To Know, Hope, or Accept: Sublime Bodies in Second Wave Romantic Poetry
Professor Jon Mee
Why are we so drawn to waterfalls, glaciers, mountains, and other sublime bodies of nature? How do we interact with them, and why do we need them?
I’m a 3 rd -year PhD student specialising in the sublime, dark ecocriticism, and speculative realism in British Romanticism. My thesis focusses on Lord Byron and Percy Bysshe Shelley in relation to the sublime— particularly in nature— and their divergence from the more familiar Wordsworthian idea of nature. I find the poets to be in a sort-of dialogue or debate regarding whether humans are in fact a part of nature, why we need nature, and whether nature “cares” about us.
Importantly, I contend the sublime is frequently used by Byron and Shelley to demonstrate the pull natural bodies have on us, and to attempt to overcome the barriers we have by virtue of being human. I also consider the sublime in human spaces, such as ruins, cities, and prisons, and the difference between it versus in nature. I trace Byron and Shelley’s journeys in the Alps, moreover, and consider their appreciation of Jean Jacques Rousseau. I find that Byron and Shelley, while more pessimistic and optimistic respectively about the human-nature connection, both sympathetically appreciate nature for what it is and for the fascination it elicits without over-romanticising it.
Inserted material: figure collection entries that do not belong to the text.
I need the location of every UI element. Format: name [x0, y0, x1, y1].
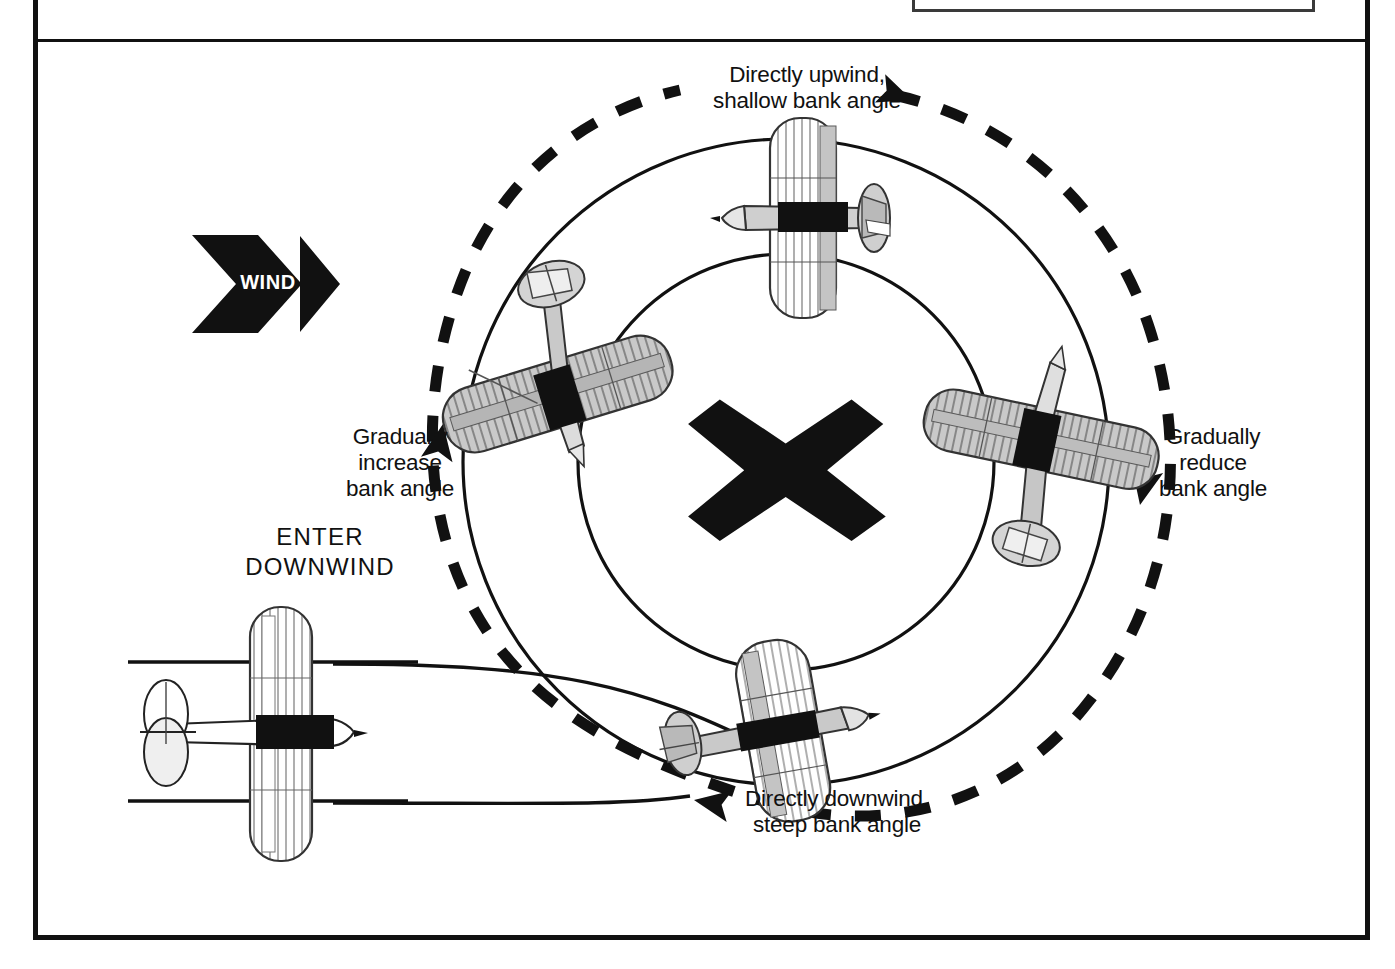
empennage	[512, 253, 590, 315]
empennage	[140, 680, 196, 786]
x-ground-reference-point	[688, 399, 886, 541]
label-directly-downwind: Directly downwind, steep bank angle	[637, 786, 1037, 838]
wing-root-band	[778, 202, 848, 232]
label-reduce-bank: Gradually reduce bank angle	[1103, 424, 1323, 502]
aircraft-entry	[140, 607, 368, 861]
wind-arrow-label: WIND	[208, 271, 328, 294]
empennage	[988, 515, 1064, 572]
label-directly-upwind: Directly upwind, shallow bank angle	[607, 62, 1007, 114]
empennage	[858, 184, 890, 252]
label-increase-bank: Gradually increase bank angle	[290, 424, 510, 502]
diagram-page: Directly upwind, shallow bank angle Grad…	[0, 0, 1395, 969]
wing-root-band	[256, 715, 334, 749]
label-enter-downwind: ENTER DOWNWIND	[170, 522, 470, 582]
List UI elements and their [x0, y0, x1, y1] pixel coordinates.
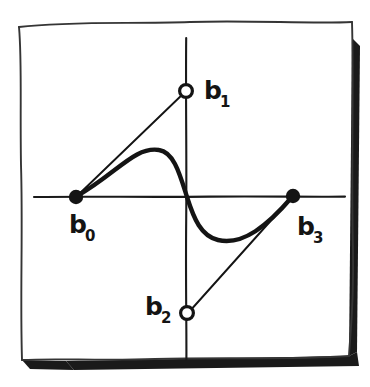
point-marker-b2[interactable]	[181, 307, 194, 320]
label-b2-subscript: 2	[161, 309, 171, 327]
label-b3-subscript: 3	[313, 229, 323, 247]
label-b0-subscript: 0	[85, 227, 95, 245]
point-marker-b1[interactable]	[180, 85, 193, 98]
label-b1-subscript: 1	[220, 93, 230, 111]
bezier-sketch-figure: b 0 b 1 b 2 b 3	[0, 0, 370, 387]
point-marker-b0[interactable]	[69, 190, 83, 204]
figure-root: b 0 b 1 b 2 b 3	[0, 0, 370, 387]
point-marker-b3[interactable]	[286, 189, 300, 203]
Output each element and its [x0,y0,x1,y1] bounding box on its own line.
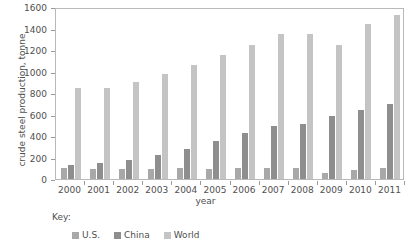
legend-swatch-icon [114,232,121,239]
x-tick-label: 2007 [262,185,285,195]
y-tick-label: 0 [41,175,47,185]
x-tick-mark [171,181,172,185]
x-tick-mark [142,181,143,185]
bar-world-2006 [249,45,255,179]
bar-china-2008 [300,124,306,179]
x-tick-mark [375,181,376,185]
bar-world-2003 [162,74,168,179]
bar-world-2010 [365,24,371,179]
bar-us-2004 [177,168,183,179]
legend-label: U.S. [82,230,100,240]
bar-group [260,9,289,179]
plot-area [55,8,404,180]
legend-swatch-icon [164,232,171,239]
bar-group [231,9,260,179]
x-tick-label: 2001 [87,185,110,195]
y-tick-label: 1600 [24,3,47,13]
y-tick-mark [51,180,55,181]
bar-us-2010 [351,170,357,179]
bar-group [376,9,405,179]
y-tick-label: 1400 [24,25,47,35]
bar-us-2001 [90,169,96,179]
x-tick-label: 2003 [145,185,168,195]
bar-us-2009 [322,173,328,179]
bar-world-2001 [104,88,110,179]
x-tick-label: 2002 [116,185,139,195]
bar-group [347,9,376,179]
chart-figure: crude steel production, tonne 0200400600… [0,0,411,247]
bar-world-2004 [191,65,197,179]
legend-item-us: U.S. [72,230,100,240]
y-tick-mark [51,94,55,95]
bar-us-2007 [264,168,270,179]
bar-china-2005 [213,141,219,179]
bar-us-2000 [61,168,67,179]
legend: U.S.ChinaWorld [72,230,200,240]
bar-world-2007 [278,34,284,179]
y-tick-label: 600 [30,111,47,121]
bar-china-2011 [387,104,393,179]
bar-china-2010 [358,110,364,179]
x-tick-label: 2000 [58,185,81,195]
y-tick-label: 400 [30,132,47,142]
legend-swatch-icon [72,232,79,239]
x-tick-mark [259,181,260,185]
x-tick-mark [84,181,85,185]
bar-group [201,9,230,179]
bar-china-2002 [126,160,132,179]
y-tick-mark [51,73,55,74]
bar-group [143,9,172,179]
bar-us-2003 [148,169,154,179]
bar-china-2003 [155,155,161,179]
x-tick-label: 2011 [378,185,401,195]
x-tick-mark [200,181,201,185]
bar-group [56,9,85,179]
bar-china-2006 [242,133,248,179]
legend-label: China [124,230,150,240]
bar-us-2005 [206,169,212,179]
y-tick-label: 1200 [24,46,47,56]
y-tick-mark [51,116,55,117]
x-tick-label: 2006 [233,185,256,195]
bar-china-2004 [184,149,190,179]
bar-world-2011 [394,15,400,179]
legend-label: World [174,230,200,240]
bar-world-2002 [133,82,139,179]
y-tick-mark [51,8,55,9]
bars-container [56,9,403,179]
y-tick-mark [51,30,55,31]
bar-china-2007 [271,126,277,179]
bar-group [172,9,201,179]
x-tick-label: 2005 [204,185,227,195]
legend-item-world: World [164,230,200,240]
y-axis-tick-labels: 02004006008001000120014001600 [18,0,51,190]
bar-us-2011 [380,168,386,179]
x-tick-mark [404,181,405,185]
y-tick-mark [51,159,55,160]
x-tick-mark [288,181,289,185]
x-tick-mark [230,181,231,185]
legend-item-china: China [114,230,150,240]
bar-world-2008 [307,34,313,179]
y-tick-label: 1000 [24,68,47,78]
x-tick-label: 2010 [349,185,372,195]
bar-china-2001 [97,163,103,179]
bar-us-2002 [119,169,125,179]
x-tick-mark [346,181,347,185]
y-tick-label: 800 [30,89,47,99]
bar-group [114,9,143,179]
x-tick-mark [113,181,114,185]
x-tick-label: 2004 [174,185,197,195]
bar-world-2005 [220,55,226,179]
bar-china-2009 [329,116,335,179]
bar-group [85,9,114,179]
bar-us-2008 [293,168,299,179]
bar-us-2006 [235,168,241,179]
y-tick-mark [51,137,55,138]
bar-china-2000 [68,165,74,179]
x-tick-mark [317,181,318,185]
legend-title: Key: [52,212,71,222]
bar-world-2009 [336,45,342,179]
y-tick-mark [51,51,55,52]
x-tick-label: 2009 [320,185,343,195]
The darker, unsettling, and uncanny aspects of nature, including its seeming infinite being, hold much more interest for the younger poets than the previous generation of Romantics, and speak to a desire
to confront things in our existence that are challenging, uncomfortable, and difficult.
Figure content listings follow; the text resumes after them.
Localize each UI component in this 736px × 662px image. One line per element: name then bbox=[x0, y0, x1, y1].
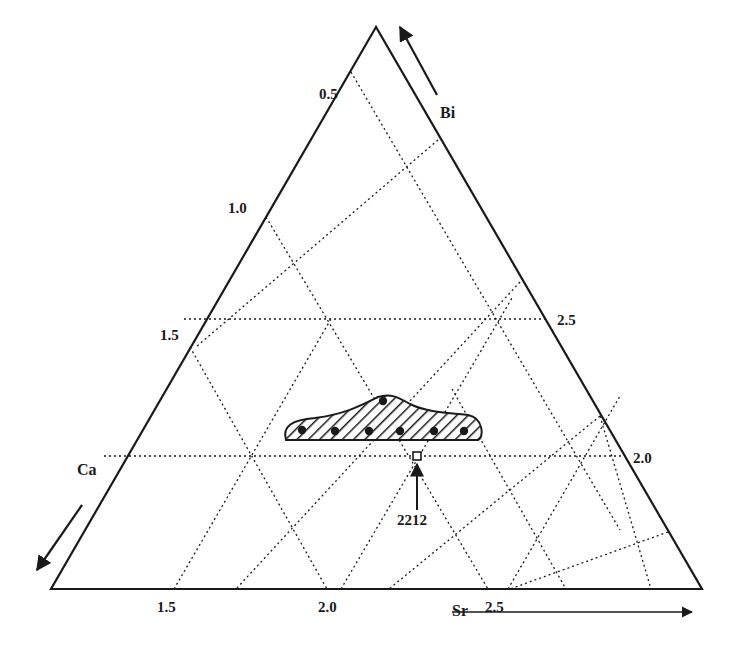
tick-bottom-2-0: 2.0 bbox=[318, 600, 337, 615]
gridline bbox=[508, 396, 620, 589]
axis-label-sr: Sr bbox=[452, 603, 468, 619]
gridline bbox=[196, 140, 438, 347]
data-point bbox=[396, 427, 404, 435]
data-point bbox=[430, 427, 438, 435]
data-point bbox=[298, 426, 306, 434]
gridlines bbox=[104, 72, 668, 589]
axis-label-bi: Bi bbox=[440, 105, 455, 121]
tick-left-1-5: 1.5 bbox=[160, 328, 179, 343]
data-point bbox=[460, 427, 468, 435]
tick-right-2-0: 2.0 bbox=[633, 451, 652, 466]
data-point bbox=[331, 427, 339, 435]
tick-left-1-0: 1.0 bbox=[228, 201, 247, 216]
gridline bbox=[510, 532, 668, 589]
gridline bbox=[341, 298, 512, 589]
gridline bbox=[600, 416, 651, 589]
tick-bottom-2-5: 2.5 bbox=[485, 600, 504, 615]
gridline bbox=[174, 319, 331, 589]
data-point bbox=[365, 427, 373, 435]
gridline bbox=[190, 347, 327, 589]
gridline bbox=[351, 72, 620, 530]
arrow-bi-icon bbox=[400, 27, 437, 95]
annotation-2212: 2212 bbox=[397, 513, 427, 528]
ternary-diagram bbox=[0, 0, 736, 662]
data-point bbox=[379, 397, 387, 405]
composition-2212-marker bbox=[413, 452, 421, 460]
tick-right-2-5: 2.5 bbox=[557, 313, 576, 328]
tick-bottom-1-5: 1.5 bbox=[157, 600, 176, 615]
axis-label-ca: Ca bbox=[77, 462, 97, 478]
gridline bbox=[389, 416, 600, 589]
tick-left-0-5: 0.5 bbox=[319, 87, 338, 102]
triangle-outline bbox=[51, 27, 702, 589]
arrow-ca-icon bbox=[37, 505, 82, 570]
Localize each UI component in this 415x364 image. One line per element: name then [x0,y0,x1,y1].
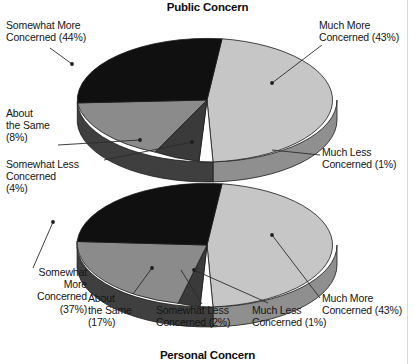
pie-top-slice-somewhat-more [77,38,222,103]
pie-top-public-concern [77,38,337,182]
label-bottom-somewhat-less-concerned: Somewhat Less Concerned (2%) [156,304,256,328]
label-top-about-the-same: About the Same (8%) [6,107,86,144]
label-top-much-more-concerned: Much More Concerned (43%) [319,19,415,43]
scan-artifact-line [407,0,408,364]
label-top-somewhat-more-concerned: Somewhat More Concerned (44%) [6,19,130,43]
label-bottom-somewhat-more-concerned: Somewhat More Concerned (37%) [1,266,87,315]
label-bottom-about-the-same: About the Same (17%) [88,292,150,329]
label-top-much-less-concerned: Much Less Concerned (1%) [322,146,414,170]
label-bottom-much-more-concerned: Much More Concerned (43%) [322,292,414,316]
label-top-somewhat-less-concerned: Somewhat Less Concerned (4%) [6,158,101,195]
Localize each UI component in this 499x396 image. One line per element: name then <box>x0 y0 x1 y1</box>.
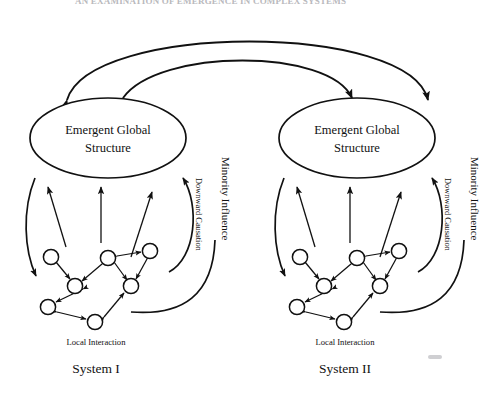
system-1-label: System I <box>72 361 120 376</box>
emergence-diagram: Emergent Global Structure Downward Causa… <box>0 0 499 396</box>
system-2-minority-influence-label: Minority Influence <box>469 157 481 241</box>
system-2: Emergent Global Structure Downward Causa… <box>275 98 481 376</box>
system-2-label: System II <box>319 361 372 376</box>
system-1: Emergent Global Structure Downward Causa… <box>26 98 232 376</box>
figure-page: AN EXAMINATION OF EMERGENCE IN COMPLEX S… <box>0 0 499 396</box>
system-1-local-interaction-label: Local Interaction <box>67 337 127 347</box>
system-1-minority-influence-label: Minority Influence <box>220 157 232 241</box>
system-1-downward-causation-label: Downward Causation <box>194 178 203 252</box>
system-2-downward-causation-label: Downward Causation <box>443 178 452 252</box>
cross-system-arc-inner <box>123 61 352 99</box>
system-2-network <box>289 243 406 329</box>
system-1-ellipse-label-line1: Emergent Global <box>65 123 151 137</box>
system-2-ellipse-label-line2: Structure <box>334 141 380 155</box>
system-2-local-interaction-label: Local Interaction <box>316 337 376 347</box>
system-1-ellipse-label-line2: Structure <box>85 141 131 155</box>
system-1-network <box>40 243 157 329</box>
system-2-ellipse-label-line1: Emergent Global <box>314 123 400 137</box>
cross-system-arc-outer <box>67 42 428 101</box>
scan-artifact <box>428 355 442 359</box>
I am fortunate enough to be presenting a paper at the upcoming British Association for Romantic Studies at their international conference in July. My paper treats aspects of Lord Byron’s engagement with contemporary scientific literature, specifically on fossils, geology, and extinction events, highlighting the scientific literacy practised by one of our most important poets, as well as the influence of such theories in various poems of his. At York, I previously worked for Professor Rachael Scarborough King, visiting from California, as a research assistant on the Tuke family’s letters as part of the Ballitore Papers Online project.
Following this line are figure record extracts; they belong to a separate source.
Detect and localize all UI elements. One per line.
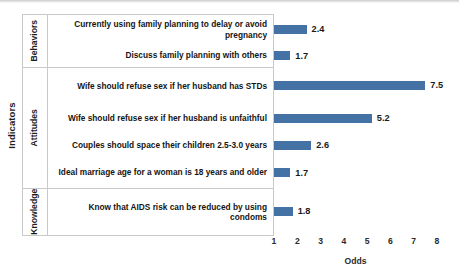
category-label: Ideal marriage age for a woman is 18 yea… (48, 157, 273, 188)
bar-row: 2.4 (274, 14, 437, 44)
bar[interactable] (274, 114, 372, 123)
bar-value-label: 5.2 (377, 113, 390, 123)
bar-value-label: 1.7 (295, 168, 308, 178)
bar[interactable] (274, 81, 425, 90)
group-row-attitudes: Attitudes Wife should refuse sex if her … (22, 68, 274, 189)
category-label: Wife should refuse sex if her husband is… (48, 104, 273, 134)
bar-value-label: 1.8 (298, 206, 311, 216)
category-label: Couples should space their children 2.5-… (48, 133, 273, 157)
group-row-knowledge: Knowledge Know that AIDS risk can be red… (22, 189, 274, 235)
bar-group-behaviors: 2.4 1.7 (274, 14, 437, 67)
plot-area: 2.4 1.7 7.5 5.2 2.6 (274, 14, 437, 236)
x-axis-tick: 8 (435, 236, 440, 246)
category-label: Discuss family planning with others (48, 44, 273, 67)
category-label-grid: Behaviors Currently using family plannin… (22, 14, 274, 236)
scan-artifact-top (0, 0, 459, 3)
x-axis: 12345678 (274, 236, 437, 250)
group-band-attitudes: Attitudes (22, 68, 48, 188)
bar-group-knowledge: 1.8 (274, 188, 437, 234)
x-axis-title: Odds (274, 256, 437, 266)
bar[interactable] (274, 168, 290, 177)
group-row-behaviors: Behaviors Currently using family plannin… (22, 15, 274, 68)
bar-value-label: 2.6 (316, 140, 329, 150)
bar[interactable] (274, 141, 311, 150)
x-axis-tick: 3 (318, 236, 323, 246)
group-band-label-attitudes: Attitudes (30, 109, 40, 146)
bar[interactable] (274, 51, 290, 60)
y-axis-title: Indicators (0, 14, 22, 236)
bar-row: 2.6 (274, 133, 437, 157)
bar-value-label: 2.4 (312, 24, 325, 34)
bar-row: 1.8 (274, 188, 437, 234)
bar-row: 1.7 (274, 44, 437, 67)
category-label: Wife should refuse sex if her husband ha… (48, 68, 273, 104)
bar-rows: 2.4 1.7 7.5 5.2 2.6 (274, 14, 437, 236)
bar-value-label: 1.7 (295, 51, 308, 61)
bar[interactable] (274, 207, 293, 216)
category-label: Currently using family planning to delay… (48, 15, 273, 44)
category-labels-attitudes: Wife should refuse sex if her husband ha… (48, 68, 274, 188)
group-band-behaviors: Behaviors (22, 15, 48, 67)
x-axis-tick: 5 (365, 236, 370, 246)
group-band-label-knowledge: Knowledge (30, 189, 40, 235)
group-band-knowledge: Knowledge (22, 189, 48, 235)
x-axis-tick: 2 (295, 236, 300, 246)
x-axis-tick: 4 (341, 236, 346, 246)
bar-row: 7.5 (274, 67, 437, 103)
category-label: Know that AIDS risk can be reduced by us… (48, 189, 273, 235)
y-axis-title-label: Indicators (6, 102, 17, 148)
x-axis-tick: 1 (272, 236, 277, 246)
category-labels-behaviors: Currently using family planning to delay… (48, 15, 274, 67)
group-band-label-behaviors: Behaviors (30, 20, 40, 62)
x-axis-tick: 7 (411, 236, 416, 246)
odds-bar-chart: Indicators Behaviors Currently using fam… (0, 0, 459, 278)
bar-row: 5.2 (274, 103, 437, 133)
category-labels-knowledge: Know that AIDS risk can be reduced by us… (48, 189, 274, 235)
bar-group-attitudes: 7.5 5.2 2.6 1.7 (274, 67, 437, 188)
bar[interactable] (274, 25, 307, 34)
bar-value-label: 7.5 (430, 80, 443, 90)
bar-row: 1.7 (274, 157, 437, 188)
x-axis-tick: 6 (388, 236, 393, 246)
I previously studied Celtic at Prifysgol Aberystwyth University (BaHons), before relocating upon graduation to the Netherlands to study English at the Rijksuniversiteit Groningen. Here I achieved both my second BA and my Research Masters (cum laude), whereupon I specialised in the sublime in Romanticism, with a particular focus on space such as mountains, prisons, and ruins. I lectured at Groningen between 2020-2023 in the Department of English, teaching a variety of courses including modern literature, essay composition, presenting research,
literary theory, and the changes in English literature from 1550 until the present day.
I currently work as a freelance English teacher and accent coach, using a variety of techniques from theatre and speech therapy. I am also a published sci-fi author (take a look at my stories on 365tomorrows.com!) and voice actor.